Merzbild 1A (The Psychiatrist)
The name Dada first appeared in Hugo Ball’s magazine Cabaret Voltaire, published in Zurich in 1916, to define an irrational, provocative art that employed unorthodox techniques. It soon spread through many other European cities such as Berlin, Cologne, Paris and Hanover. The Hanover Dadaist group was headed by Kurt Schwitters, an artist who, although inspired by the revolutionary atmosphere of post-war Germany, was more in tune with the values of constructive abstraction than with the subversive politicisation of the Dadaists.
Through his collages and assemblages, generally entitled or subtitled Merz, Schwitters aimed to achieve an artistic synthesis, a new aesthetic order using waste products, convinced — to quote his own words — that “one can even shout out through refuse.” The artist had invented the word Merz by chance when he cut it out of the longer Kommerz, which had fascinated him for its sound. Merz was a blend of the Dadaist pursuit of irony and paradox through the transformation of objects and the Russian avant-gardes’ notion of art as construction. It also drew from Cubist collages, although unlike the objects the Cubists incorporated into their compositions, the materials Schwitters employed in his works were not representations of external reality but mere signs; they had no value in their own right, only as integral parts of a composition.
Merzbild 1A (The Psychiatrist), executed in 1919, is an early example of the formal structures of the Merz compositions and combines texture and colour with various geometrically shaped objects. According to John Elderfield in his monograph on the artist, it is one of the earliest Merz pictures, if not the first, and was most likely shown in Schwitters’ one-man exhibition at Der Sturm gallery in Berlin in July 1919, the date that his text “Die Merzmalerei” was published in the magazine by the same name. The inscriptions Schwitters made on the stretcher dating the work to 13 February 1919 and numbering it “1A” back this hypothesis, which, if correct, would make Merzbild 1A (Der Irrenarzt) Schwitters’ first Merz composition.
Furthermore, the fact that Merzbild 1A is an early work in which the abstract Merz language is not yet fully consolidated accounts for the expressionistic figurative references it retains. The depiction of a face in profile in the composition, together with the subtitle Der Irrenarzt (The Psychiatrist), suggest that it is a hybrid between an Expressionist portrait and a Dada assemblage. It is most likely the portrait of an acquaintance of his from Hanover, Dr Schenzinger, though some authors believe it could be the painter’s sister. In a text entitled “The origin of Merz, ” written in the manner of a humorous fable, the artist tells of the portrait of Dr Schenzinger, who insisted on playing a Beethoven sonata on the piano while sitting for him. Schwitters’ attention had been caught by a beer mat and, as he recounts, “an inspiration came upon me. I stood up, painted the back of the beer mat not with paste but with red paint and glued it thus on to the cheek of the profiled head that I had painted.” When the bewildered sitter insisted he remove it, Schwitters replied that were he to do so he would “destroy the unity of the art work.” In addition to the beer mat, the artist collected various nearby objects such as wires, a newspaper cutting, a cigarette and several pieces of metal and progressively added them to the composition, perhaps to symbolise the obsessions of the psychiatrist’s patients. This anecdote not only gives an account of how the Merz works came about, but is also, as Christopher Green points out, “the ‘origin of Merz’ told as a modern fable.”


> **What is expected**:
Send back the line that contains "What do you see at coordinates (137, 93)" and all lines following it through the end of the data below, exactly, omitting pictures.

[Records for this exercise]

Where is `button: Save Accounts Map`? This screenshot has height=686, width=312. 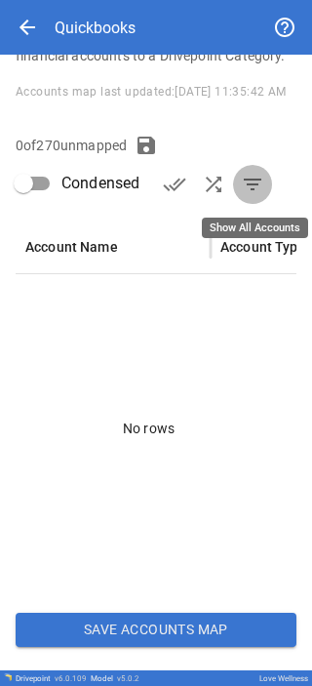
button: Save Accounts Map is located at coordinates (156, 631).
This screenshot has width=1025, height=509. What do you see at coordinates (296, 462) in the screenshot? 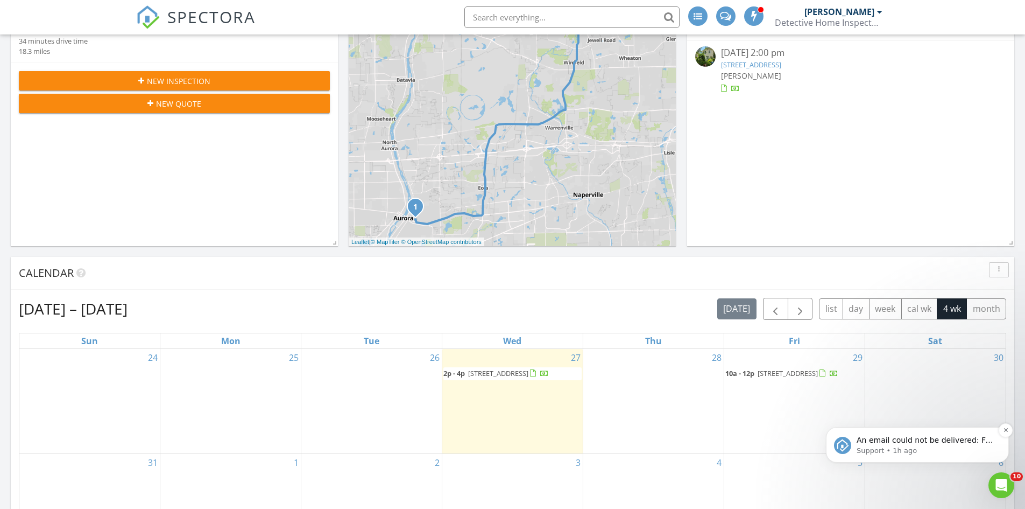
I see `a: Go to September 1, 2025` at bounding box center [296, 462].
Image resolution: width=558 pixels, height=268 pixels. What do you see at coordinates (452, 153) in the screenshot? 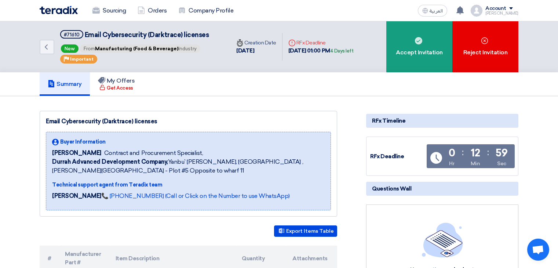
I see `div: 0` at bounding box center [452, 153].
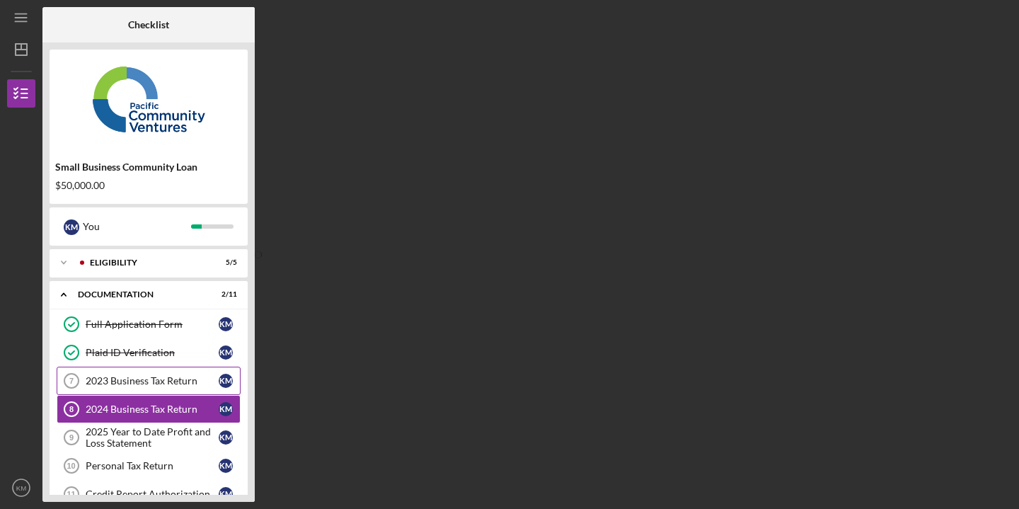  What do you see at coordinates (149, 25) in the screenshot?
I see `b: Checklist` at bounding box center [149, 25].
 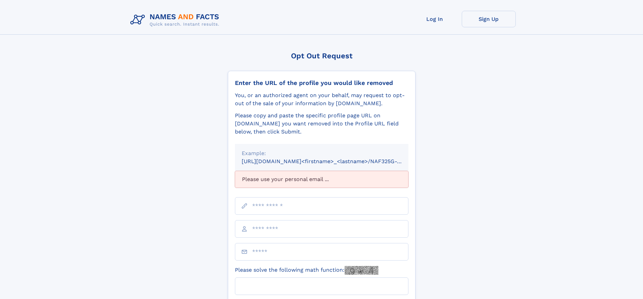 What do you see at coordinates (489, 19) in the screenshot?
I see `a: Sign Up` at bounding box center [489, 19].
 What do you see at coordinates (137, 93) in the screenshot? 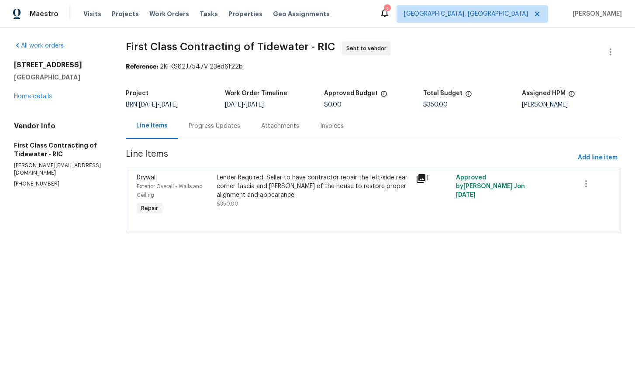
I see `h5: Project` at bounding box center [137, 93].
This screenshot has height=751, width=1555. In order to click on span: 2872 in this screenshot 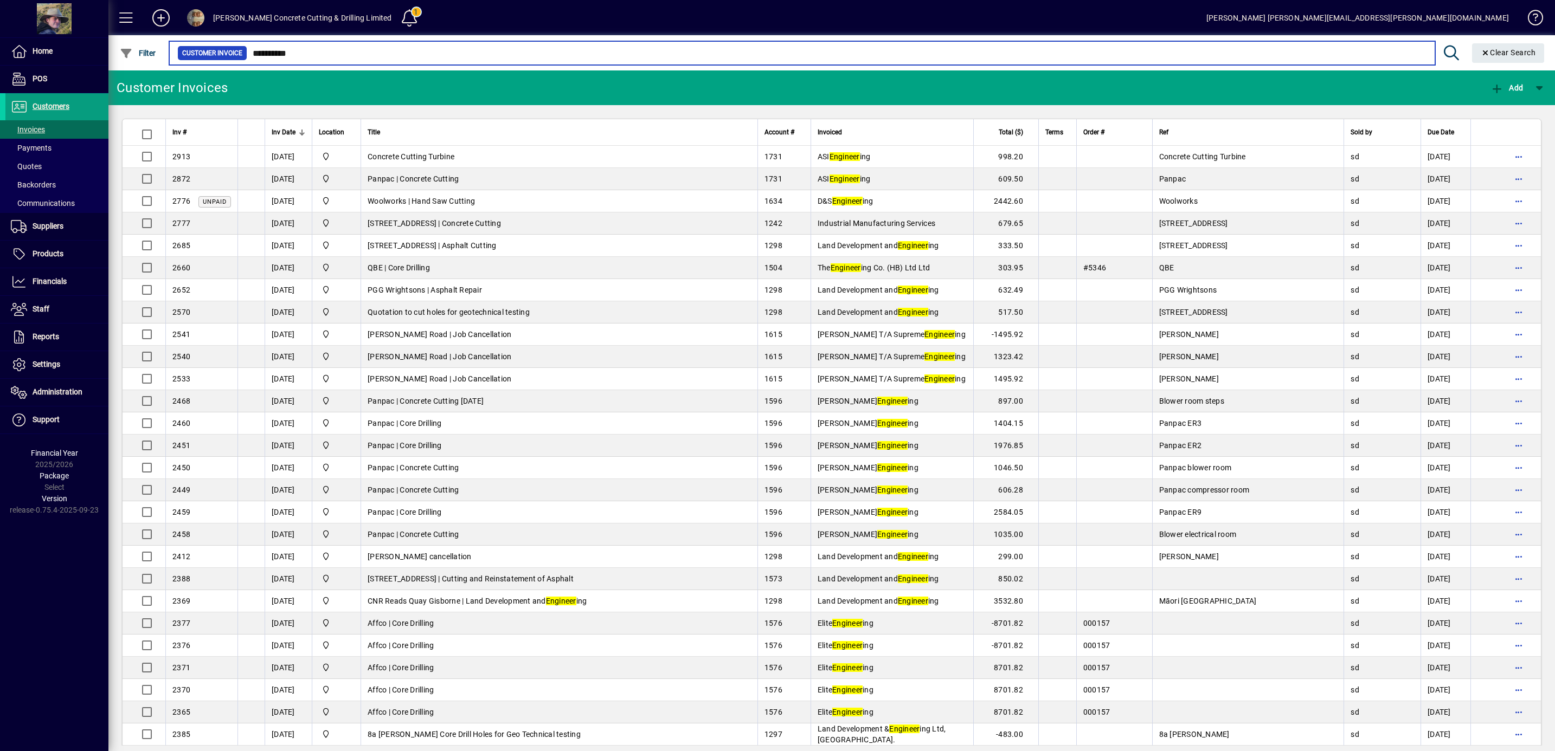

[/Records for this exercise]

> **Answer to this task**:
 What do you see at coordinates (137, 93) in the screenshot? 
I see `h5: Project` at bounding box center [137, 93].
This screenshot has height=751, width=1555. In order to click on span: 2872 in this screenshot 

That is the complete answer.